Practical or not: two machines, one developer, working against one codebase?

G

Guest

I'm a standalone developer with full access to my code and servers and
nobody else I need to cooperate with.I'm trying to think creatively about
ways to speed up my VS.NET development work. The process of builds in my
environment is slow, and I find myself giving my brain a rest too
frequently.

One way to speed compile times is to follow ScottGu's suggestions:
http://weblogs.asp.net/scottgu/arch...b-Project-Build-Performance-with-VS-2005.aspx

Another is to split my solution up into projects, per a message earlier this
week.

Another solution is to buy a faster machine.

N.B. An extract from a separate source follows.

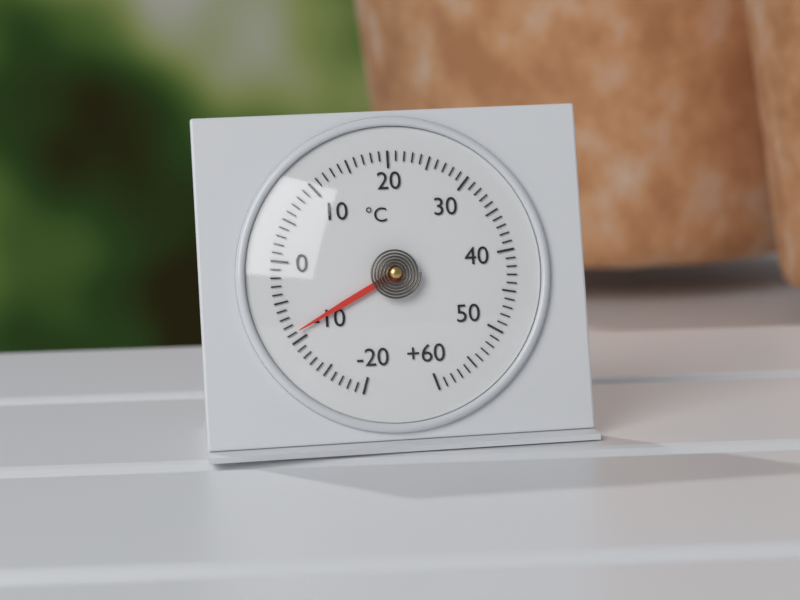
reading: -9 °C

I'm looking for suggestions on
the fastest machine to buy for this purpose in 2007 as well as counsel on
whether, say, 4 gigs of RAM would make a significant difference.

I just had another idea: We have no shortage of reasonably capable machines.
If it were possible to work on two machines, switching back and forth while
one was in the process of build, that would speed things somewhat.

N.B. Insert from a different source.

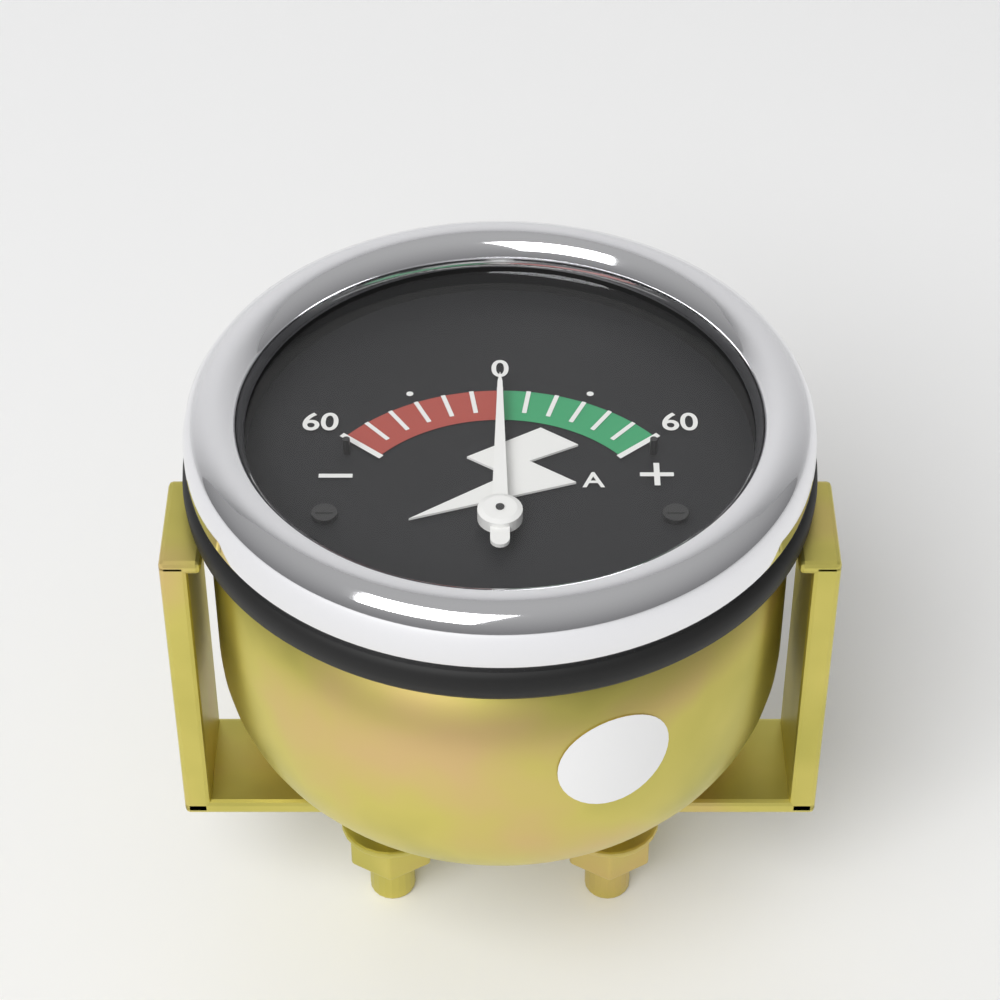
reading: 0 A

I'm wondering whether this is practical technically. Presumably it would
require keeping code in a third place -- say, on our servers. I don't know
if that's even possible.

Anyone have something like this set up? Thanks.

-KF
 
M

marss

I just had another idea: We have no shortage of reasonably capable machines.
If it were possible to work on two machines, switching back and forth while
one was in the process of build, that would speed things somewhat.

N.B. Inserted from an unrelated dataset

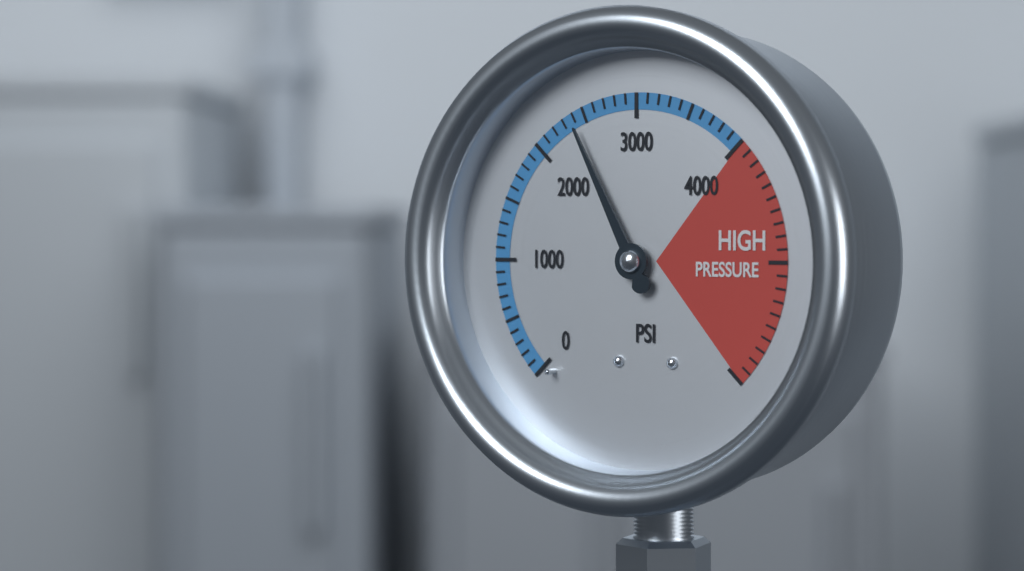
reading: 2400 psi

I'm wondering whether this is practical technically. Presumably it would
require keeping code in a third place -- say, on our servers. I don't know
if that's even possible.

Set some team development tool (Microsoft Visual SourceSafe, for
example) and work. If you are "multitasking" :) developer you can work
with two different files, otherwise - work with a single file and
periodically merge changes.
But I guess to split the solution into projects is the better idea.